I came of age right as the Internet was taking off. But I've started watching classic movies and TV and I think the "information at my fingertips" effect is something that has happened so gradually I don't think we really appreciate it's impact fully, even pre-LLM. One recent TV episode from the '90s had one character tell another to travel to the state capital and find and photocopy dead-tree legal references, which was expected to take a day. My world today is radically different in a number of ways:

  • State laws are pretty easily accessible via the internet. I'm not sure how the minutia of laws were well-known back then. Are our laws themselves different (or enforced differently) because the lay public can be expected to review, say, health code requirements for a restaurant?

  • Computerized text is much more readily searchable. If I have a very specific question, I can find key words with ctrl-f rather than depending on a precompiled index. The amount of information I need to keep in my brain is no longer things like exact quotes, just enough to find the important bits back quickly. The computer already put a bunch of white-collar workers out of jobs, just gradually: nobody needs an army of accountants with calculators to crunch quarterly reports. Or humans employed to manually compute solutions to math problems.
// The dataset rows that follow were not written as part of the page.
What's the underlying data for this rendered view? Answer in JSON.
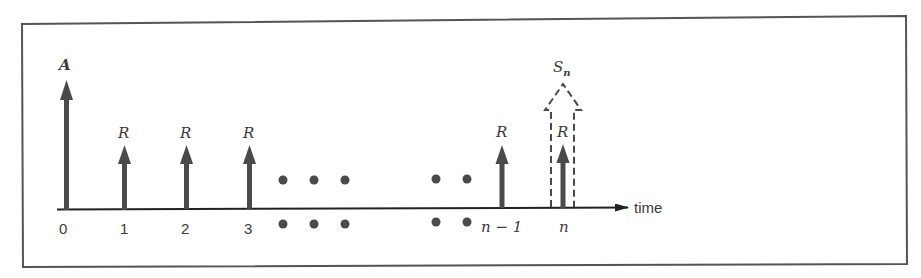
{
  "diagram": {
    "axis_label": "time",
    "initial": {
      "label": "A",
      "tick": "0"
    },
    "payments": [
      {
        "label": "R",
        "tick": "1"
      },
      {
        "label": "R",
        "tick": "2"
      },
      {
        "label": "R",
        "tick": "3"
      },
      {
        "label": "R",
        "tick": "n − 1"
      },
      {
        "label": "R",
        "tick": "n"
      }
    ],
    "final_sum": {
      "label": "S",
      "subscript": "n"
    },
    "ellipsis": "• • •   • •",
    "colors": {
      "arrow": "#4a4a4a",
      "border": "#555555",
      "text": "#3a3a3a"
    }
  }
}
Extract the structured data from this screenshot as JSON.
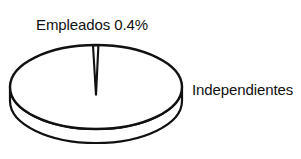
{
  "figure": {
    "width": 301,
    "height": 159,
    "background_color": "#FFFFFF",
    "stroke_color": "#111111",
    "fill_color": "#FFFFFF"
  },
  "labels": {
    "slice_small": "Empleados 0.4%",
    "slice_large": "Independientes"
  },
  "chart_data": {
    "type": "pie",
    "title": "",
    "subtitle": "",
    "xlabel": "",
    "ylabel": "",
    "legend_position": "none",
    "grid": false,
    "three_d": true,
    "categories": [
      "Empleados",
      "Independientes"
    ],
    "values": [
      0.4,
      99.6
    ],
    "value_unit": "%",
    "data_labels": [
      "Empleados 0.4%",
      "Independientes"
    ],
    "slices": [
      {
        "name": "Empleados",
        "value": 0.4,
        "label": "Empleados 0.4%",
        "label_position": "outside-top-left",
        "fill": "#FFFFFF",
        "stroke": "#111111"
      },
      {
        "name": "Independientes",
        "value": 99.6,
        "label": "Independientes",
        "label_position": "outside-right",
        "fill": "#FFFFFF",
        "stroke": "#111111"
      }
    ],
    "geometry": {
      "center_x": 96,
      "center_y": 87,
      "radius_x": 86,
      "radius_y": 42,
      "depth": 14,
      "start_angle_deg": -90
    }
  }
}
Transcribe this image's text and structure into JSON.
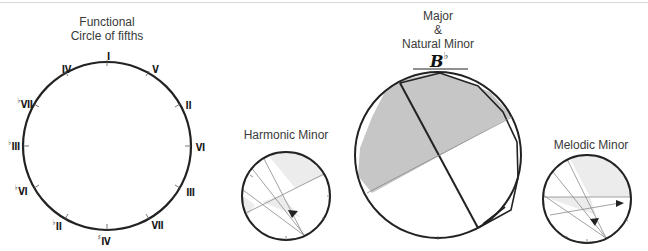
{
  "diagrams": {
    "functional": {
      "title_line1": "Functional",
      "title_line2": "Circle of fifths",
      "degrees": [
        {
          "label": "I",
          "accidental": ""
        },
        {
          "label": "V",
          "accidental": ""
        },
        {
          "label": "II",
          "accidental": ""
        },
        {
          "label": "VI",
          "accidental": ""
        },
        {
          "label": "III",
          "accidental": ""
        },
        {
          "label": "VII",
          "accidental": ""
        },
        {
          "label": "IV",
          "accidental": "♯"
        },
        {
          "label": "II",
          "accidental": "♭"
        },
        {
          "label": "VI",
          "accidental": "♭"
        },
        {
          "label": "III",
          "accidental": "♭"
        },
        {
          "label": "VII",
          "accidental": "♭"
        },
        {
          "label": "IV",
          "accidental": ""
        }
      ]
    },
    "harmonic_minor": {
      "title": "Harmonic Minor"
    },
    "major_natural_minor": {
      "title_line1": "Major",
      "title_line2": "&",
      "title_line3": "Natural Minor",
      "key_label": "B",
      "key_accidental": "♭"
    },
    "melodic_minor": {
      "title": "Melodic Minor"
    }
  },
  "colors": {
    "stroke": "#222222",
    "thin_line": "#8a8a8a",
    "shade_dark": "#c8c8c8",
    "shade_light": "#ececec"
  }
}
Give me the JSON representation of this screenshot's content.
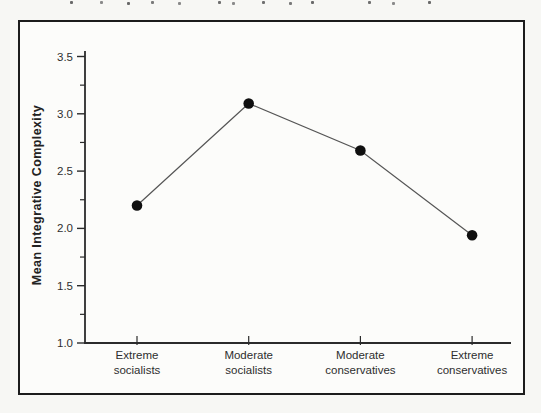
{
  "figure": {
    "panel": "boxed-chart-panel"
  },
  "chart_data": {
    "type": "line",
    "title": "",
    "categories": [
      [
        "Extreme",
        "socialists"
      ],
      [
        "Moderate",
        "socialists"
      ],
      [
        "Moderate",
        "conservatives"
      ],
      [
        "Extreme",
        "conservatives"
      ]
    ],
    "values": [
      2.2,
      3.09,
      2.68,
      1.94
    ],
    "xlabel": "",
    "ylabel": "Mean Integrative Complexity",
    "ylim": [
      1.0,
      3.5
    ],
    "yticks": [
      3.5,
      3.0,
      2.5,
      2.0,
      1.5,
      1.0
    ],
    "ytick_labels": [
      "3.5",
      "3.0",
      "2.5",
      "2.0",
      "1.5",
      "1.0"
    ],
    "minor_yticks": [
      3.25,
      2.75,
      2.25,
      1.75,
      1.25
    ],
    "grid": false,
    "legend": null,
    "marker": "filled-circle",
    "colors": {
      "line": "#555555",
      "marker": "#0f0f0f",
      "axis": "#2b2b2b",
      "tick_text": "#2e2e2e",
      "label_text": "#222222",
      "border": "#1c1c1c"
    }
  }
}
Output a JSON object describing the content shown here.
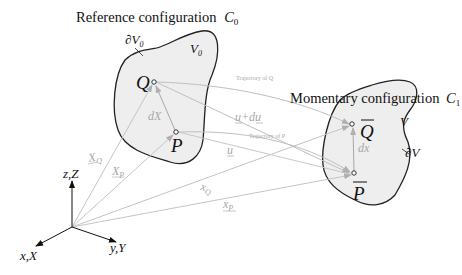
{
  "diagram": {
    "reference": {
      "title": "Reference configuration",
      "symbol": "C",
      "subscript": "0",
      "volume_label": "V",
      "volume_sub": "0",
      "boundary_label": "∂V",
      "boundary_sub": "0",
      "point_q": "Q",
      "point_p": "P",
      "element_label": "dX"
    },
    "momentary": {
      "title": "Momentary configuration",
      "symbol": "C",
      "subscript": "1",
      "volume_label": "V",
      "boundary_label": "∂V",
      "point_q": "Q",
      "point_p": "P",
      "element_label": "dx"
    },
    "trajectories": {
      "q": "Trajectory of Q",
      "p": "Trajectory of P"
    },
    "displacements": {
      "u_plus_du": "u+du",
      "u": "u"
    },
    "position_vectors": {
      "X_Q": "X",
      "X_Q_sub": "Q",
      "X_P": "X",
      "X_P_sub": "P",
      "x_Q": "x",
      "x_Q_sub": "Q",
      "x_P": "x",
      "x_P_sub": "P"
    },
    "axes": {
      "z": "z,Z",
      "x": "x,X",
      "y": "y,Y"
    },
    "colors": {
      "outline": "#222222",
      "fill": "#eeeeee",
      "vector": "#b4b4b4",
      "label_gray": "#a8a8a8",
      "axis": "#111111"
    }
  }
}
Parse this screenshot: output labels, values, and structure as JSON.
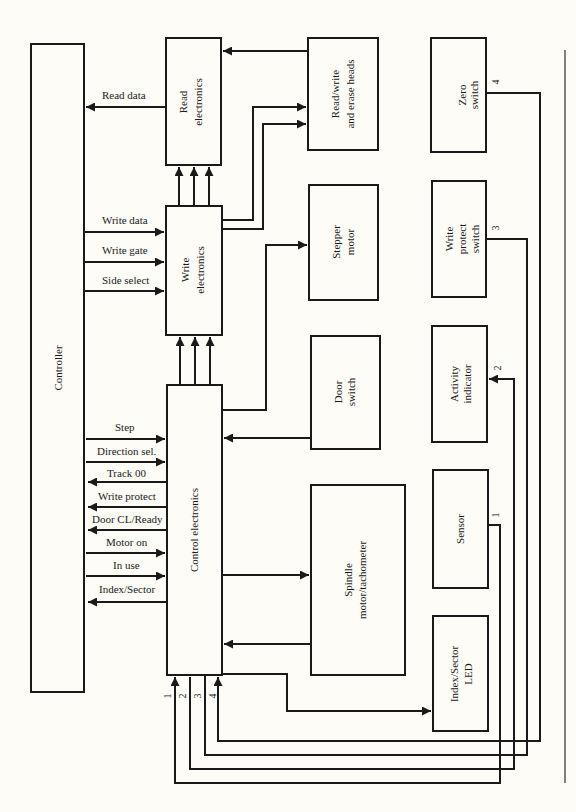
{
  "diagram": {
    "blocks": {
      "controller": "Controller",
      "read_electronics": [
        "Read",
        "electronics"
      ],
      "rw_heads": [
        "Read/write",
        "and erase heads"
      ],
      "zero_switch": [
        "Zero",
        "switch"
      ],
      "write_electronics": [
        "Write",
        "electronics"
      ],
      "stepper_motor": [
        "Stepper",
        "motor"
      ],
      "write_protect_switch": [
        "Write",
        "protect",
        "switch"
      ],
      "door_switch": [
        "Door",
        "switch"
      ],
      "activity_indicator": [
        "Activity",
        "indicator"
      ],
      "control_electronics": "Control electronics",
      "spindle_motor": [
        "Spindle",
        "motor/tachometer"
      ],
      "sensor": "Sensor",
      "index_sector_led": [
        "Index/Sector",
        "LED"
      ]
    },
    "signals": {
      "read_data": "Read data",
      "write_data": "Write data",
      "write_gate": "Write gate",
      "side_select": "Side select",
      "step": "Step",
      "direction_sel": "Direction sel.",
      "track_00": "Track 00",
      "write_protect": "Write protect",
      "door_cl_ready": "Door CL/Ready",
      "motor_on": "Motor on",
      "in_use": "In use",
      "index_sector": "Index/Sector"
    },
    "line_numbers": {
      "n1": "1",
      "n2": "2",
      "n3": "3",
      "n4": "4"
    }
  }
}
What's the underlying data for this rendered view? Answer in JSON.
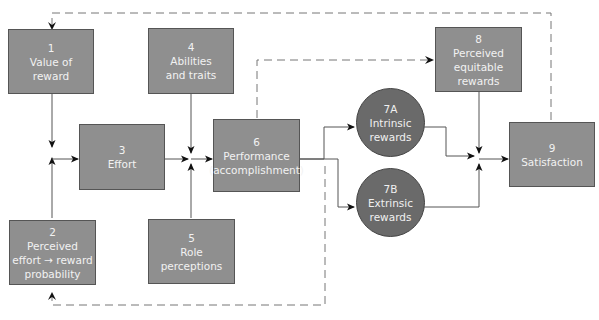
{
  "diagram": {
    "type": "flow-model",
    "colors": {
      "box_fill": "#8f8f8f",
      "circle_fill": "#6a6a6a",
      "text": "#f2f2f2",
      "line": "#555555",
      "dashed": "#777777"
    },
    "nodes": {
      "n1": {
        "num": "1",
        "lines": [
          "Value of",
          "reward"
        ]
      },
      "n2": {
        "num": "2",
        "lines": [
          "Perceived",
          "effort → reward",
          "probability"
        ]
      },
      "n3": {
        "num": "3",
        "lines": [
          "Effort"
        ]
      },
      "n4": {
        "num": "4",
        "lines": [
          "Abilities",
          "and traits"
        ]
      },
      "n5": {
        "num": "5",
        "lines": [
          "Role",
          "perceptions"
        ]
      },
      "n6": {
        "num": "6",
        "lines": [
          "Performance",
          "(accomplishment)"
        ]
      },
      "n7a": {
        "num": "7A",
        "lines": [
          "Intrinsic",
          "rewards"
        ]
      },
      "n7b": {
        "num": "7B",
        "lines": [
          "Extrinsic",
          "rewards"
        ]
      },
      "n8": {
        "num": "8",
        "lines": [
          "Perceived",
          "equitable",
          "rewards"
        ]
      },
      "n9": {
        "num": "9",
        "lines": [
          "Satisfaction"
        ]
      }
    },
    "edges": [
      {
        "from": "1",
        "to": "3",
        "style": "solid"
      },
      {
        "from": "2",
        "to": "3",
        "style": "solid"
      },
      {
        "from": "3",
        "to": "6",
        "style": "solid"
      },
      {
        "from": "4",
        "to": "6",
        "style": "solid"
      },
      {
        "from": "5",
        "to": "6",
        "style": "solid"
      },
      {
        "from": "6",
        "to": "7A",
        "style": "solid"
      },
      {
        "from": "6",
        "to": "7B",
        "style": "solid"
      },
      {
        "from": "6",
        "to": "8",
        "style": "dashed"
      },
      {
        "from": "6",
        "to": "2",
        "style": "dashed"
      },
      {
        "from": "7A",
        "to": "9",
        "style": "solid"
      },
      {
        "from": "7B",
        "to": "9",
        "style": "solid"
      },
      {
        "from": "8",
        "to": "9",
        "style": "solid"
      },
      {
        "from": "9",
        "to": "1",
        "style": "dashed"
      }
    ]
  }
}
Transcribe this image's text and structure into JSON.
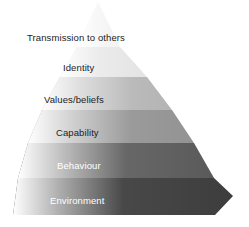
{
  "diagram": {
    "type": "stepped-pyramid",
    "orientation": "apex-top",
    "level_count": 6,
    "background_color": "#ffffff",
    "levels": [
      {
        "index": 1,
        "label": "Transmission to others",
        "fill": "#f2f2f2",
        "label_color": "#1c1c1c",
        "label_x": 27,
        "label_y": 33,
        "top_y": 2,
        "bottom_y": 47,
        "left_x": 77,
        "right_x": 120
      },
      {
        "index": 2,
        "label": "Identity",
        "fill": "#e3e3e3",
        "label_color": "#1c1c1c",
        "label_x": 63,
        "label_y": 63,
        "top_y": 47,
        "bottom_y": 77,
        "left_x": 60,
        "right_x": 147
      },
      {
        "index": 3,
        "label": "Values/beliefs",
        "fill": "#b4b4b4",
        "label_color": "#1c1c1c",
        "label_x": 44,
        "label_y": 95,
        "top_y": 77,
        "bottom_y": 110,
        "left_x": 42,
        "right_x": 172
      },
      {
        "index": 4,
        "label": "Capability",
        "fill": "#939393",
        "label_color": "#1c1c1c",
        "label_x": 56,
        "label_y": 128,
        "top_y": 110,
        "bottom_y": 143,
        "left_x": 28,
        "right_x": 194
      },
      {
        "index": 5,
        "label": "Behaviour",
        "fill": "#5a5a5a",
        "label_color": "#ffffff",
        "label_x": 57,
        "label_y": 161,
        "top_y": 143,
        "bottom_y": 178,
        "left_x": 18,
        "right_x": 214
      },
      {
        "index": 6,
        "label": "Environment",
        "fill": "#3d3d3d",
        "label_color": "#ffffff",
        "label_x": 50,
        "label_y": 196,
        "top_y": 178,
        "bottom_y": 215,
        "left_x": 10,
        "right_x": 233
      }
    ]
  }
}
  • The Internet is now readily accessible on-the-go. Pre-iPhone (or maybe Blackberry), Internet resources required (I remember this) finding a computer to access. So the Internet couldn't easily settle arguments in real conversation. The vibe is different, and at least in my circles, it seems like the expectation of precision in claims is much higher. IRL political arguments didn't go straight to citing specific claims quite the same way.

I sometimes feel overwhelmed trying to grasp the scope of the changes even within my own lifetime, and I find myself wondering things like what my grandfather did day-to-day as an engineer. These days it's mostly a desk job for me, but I don't even know what I'd be expected to do if you took away my computer: it'd be such a different world.

I'm not sure how the minutia of laws were well-known back then.

Maybe I'm misunderstanding the question, but laws are organized into books that are indexed. You look up the relevant statute, search for the right section, and then read a few paragraphs describing the law. If you need to know the details of case lawyer, you consult a lawyer. They go to law school and read relevant cases to know how judges are likely to rule on similar future cases.

You still need lawyers to do this because ctrl-f doesn't return a list of all the relevant legal principles from all the relevant cases.

There also has been a massive explosion in the number and complexity of laws since the word processor was invented.

There also has been a massive explosion in the number and complexity of laws since the word processor was invented.

This is, I think, the answer I was looking for. Ctrl-F doesn't find everything (I've had to search non-indexed dead-tree books before), but it's a huge force multiplier.